Science education has many virtues, but one of its greatest is that it offers new ways of seeing the world - not so much a case of making the familiar strange, but of making the strange comprehensible. So what causes a rainbow? How does the microwave cook without heating the plate? are just some of the wonders that it manages to explain.

However, one of the cardinal precepts of any education, from Dewey onwards, has been that developing new ideas or new ways of seeing the world must start with the experiences of the student. These are the starting point for all learning. This is why teaching science in a laboratory matters so much.

It’s OK to talk about the structure of the heart, but to have the opportunity to dissect one yourself provides the experience which makes it real.

A model or video is never going to offer the same educational potential.

Likewise, to see a metal tin dramatically collapse under the pressure of air is the only way to grasp that we do live at the “bottom of a sea of air”. Such experiences are the bricks out of which the edifice of scientific understanding is constructed.

However, anybody who thinks that the experiences that the school laboratory offers are sufficient to form the basis of a good science education has, likewise, a rather impoverished view of the world. The world of Bunsen burners, ticker timers, fume cupboards - a world which is populated with strange entities such as genes, electrons, and black holes with peculiar processes such as mitosis, fusion and catalysis can never be the set of experiences on which to build a scientific understanding. Such ideas are the product of wondering about how life reproduces life; why you look like your parents; what are the myriad of objects that populate the night sky; and more.

Exactly what is going to generate that kind of wonder we can never know.

What we can be sure of, however, is that the more deprived and diminished the repertoire of the child’s experience the less likely it is that they will wonder, and that the material explanations school science has to offer will have any meaning. This is why any good science education avails itself of every opportunity it can to extend the range and repertoire of student experience.

Science centres and museums which offer opportunities, for instance, to build a bridge that will support your own weight with six polystyrene bricks; large reflectors with which you can hear a whisper 50 metres away; real objects such as the module in which men went to the Moon; pendulums which provide direct evidence that the Earth rotates; zoos where you can get a sense of the enormous diversity of strange and wondrous living beasts that populate this planet other than cats and dogs; to begin to ask questions about what they eat, where they come from, and why they are the way they are.

Or visits to research centres, hospitals or industry to get a sense of what actually doing science in real life might mean, why it matters and why it is so enjoyable. Never mind whether such a visit meets the objectives of the narrow vision of science education embodied in the national curriculum, these experiences are the foundation of education.

Moreover, research shows that it is these experiences which are the substance of children’s longer lasting memories. They may never come to fruition and their outcomes, much to the resentment of the bureaucratic mind, are unquantifiable and unpredictable. But one thing is sure, they are mind-expanding, opening new worlds and new ways of seeing that world.

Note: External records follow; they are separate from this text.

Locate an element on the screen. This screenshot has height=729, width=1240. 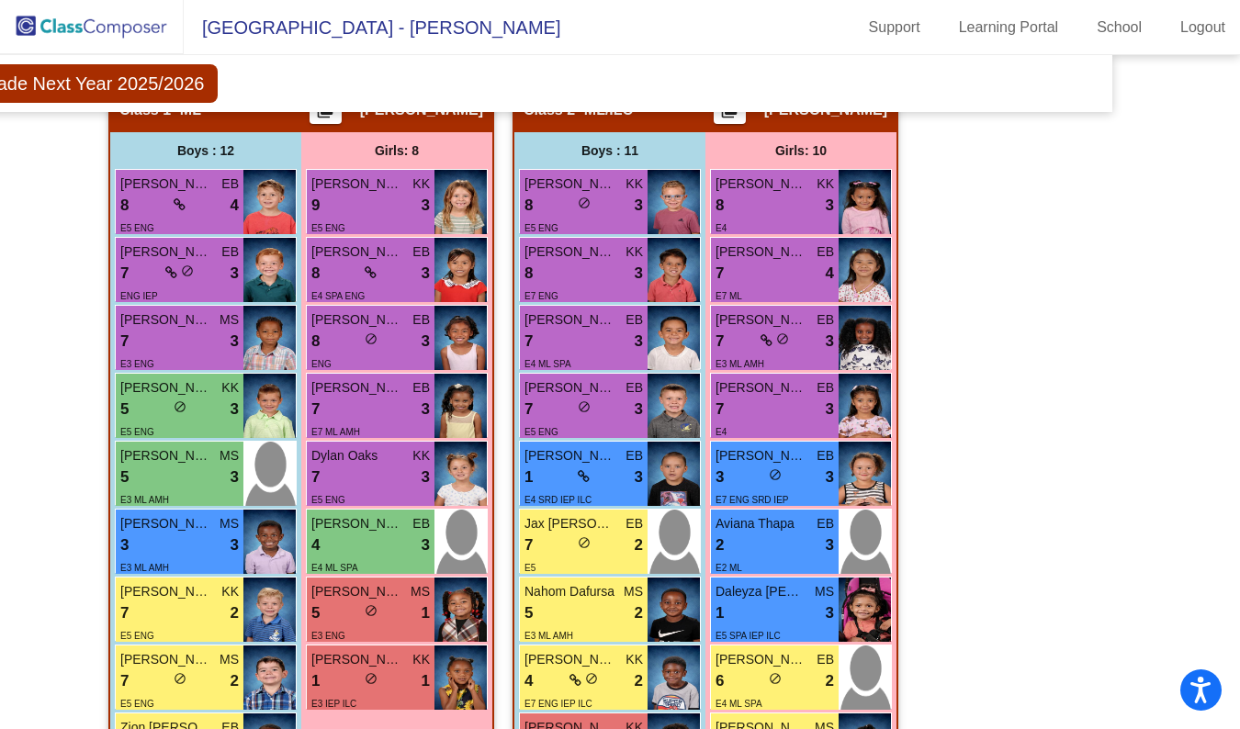
span: E3 ENG is located at coordinates (137, 364).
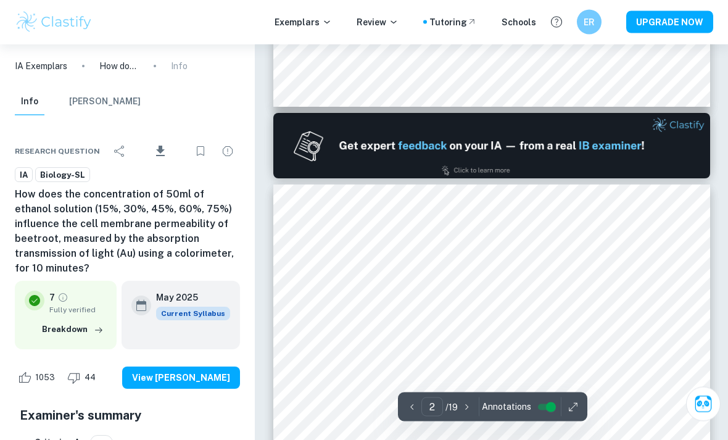  I want to click on a: Clastify logo, so click(54, 22).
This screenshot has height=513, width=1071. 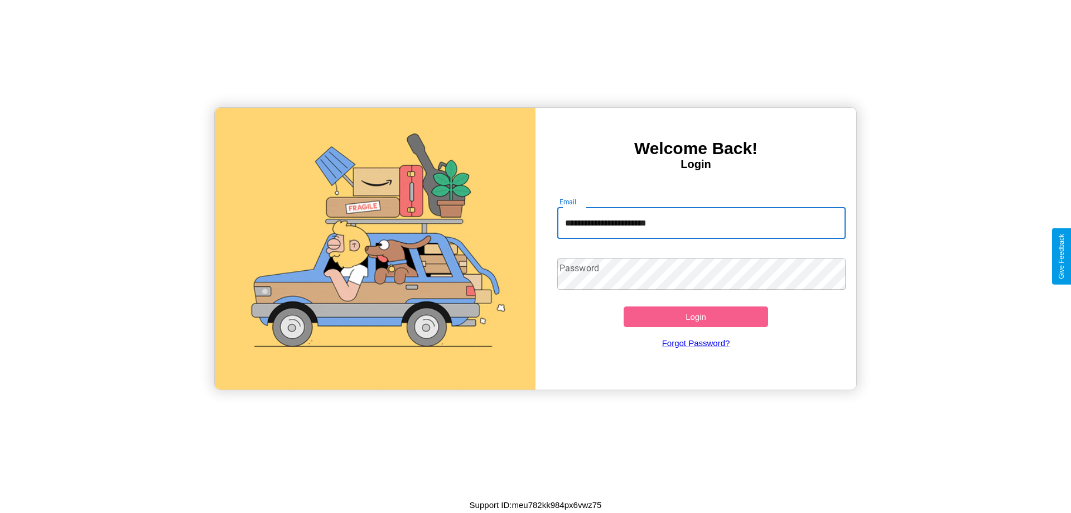 What do you see at coordinates (375, 248) in the screenshot?
I see `img: gif` at bounding box center [375, 248].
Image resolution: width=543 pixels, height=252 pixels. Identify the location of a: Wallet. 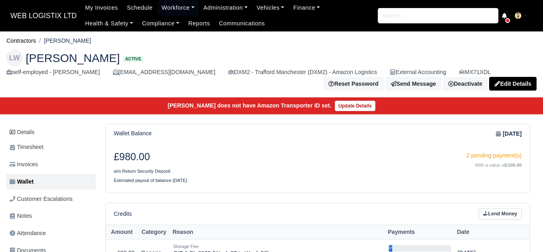
(51, 181).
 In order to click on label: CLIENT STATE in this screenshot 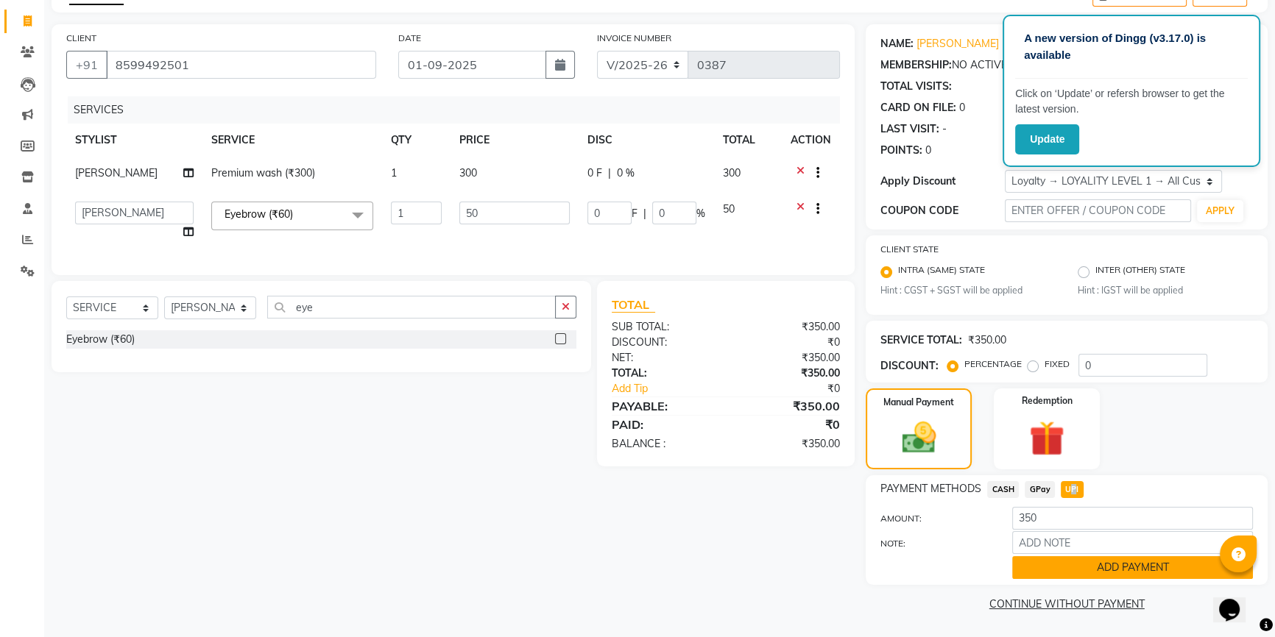, I will do `click(909, 250)`.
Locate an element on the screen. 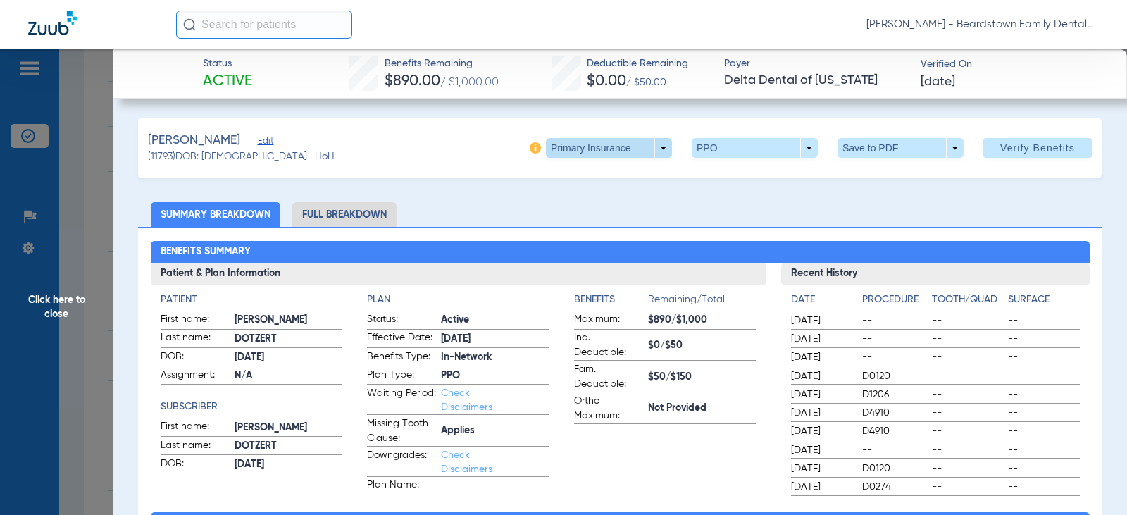 This screenshot has width=1127, height=515. span: Maximum: is located at coordinates (608, 320).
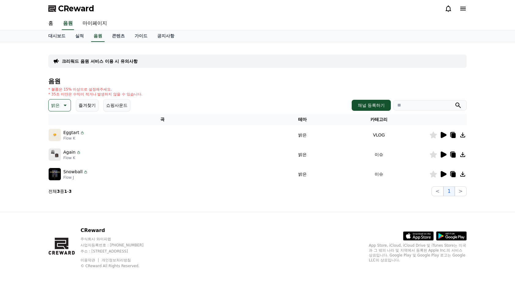 The image size is (515, 288). What do you see at coordinates (71, 133) in the screenshot?
I see `p: Eggtart` at bounding box center [71, 133].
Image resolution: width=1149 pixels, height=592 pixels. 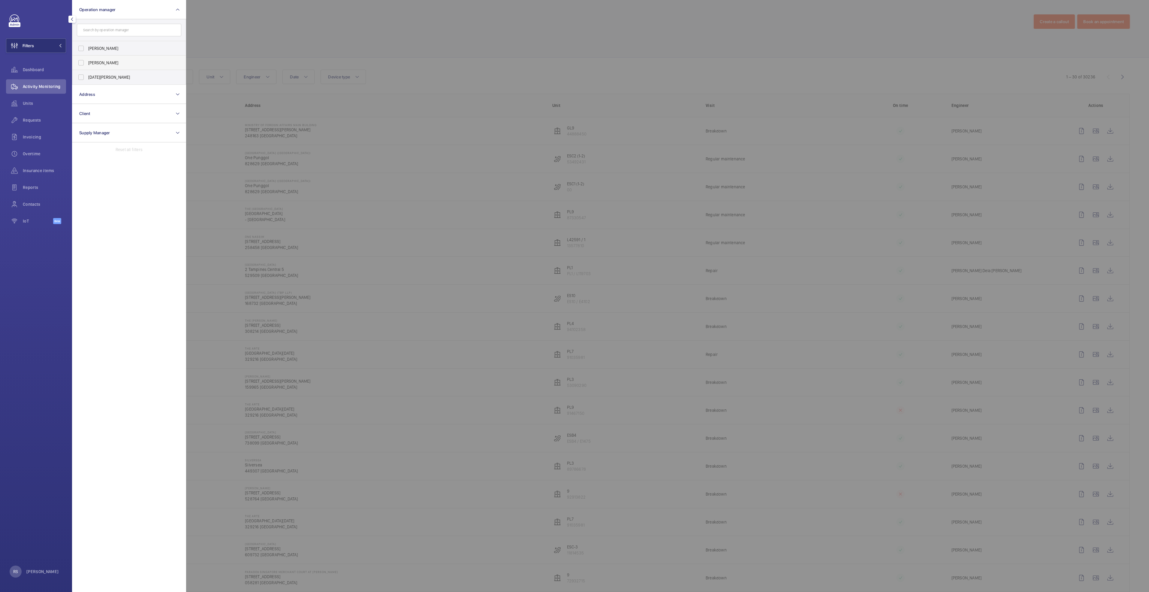 I want to click on button: Filters, so click(x=36, y=46).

Everyday life today offers a greater diversity of windows on the world than that offered to my generation. But increasingly, too much of life is lived vicariously through the television, the video game, the internet or the computer interactive.

Even the new energy gallery at the Science Museum is dominated by these interactives, making you wonder why anybody needs to make a visit rather than go online. Thus offering young people tangible first-hand experiences is, if anything, more important rather than less. This is why understanding how to make all these informal experiences more significant is a focus of the new Centre for Informal Learning and Schools (CILS) funded by the American government. And this is why it is important to understand that science education doesn’t stop at the laboratory door.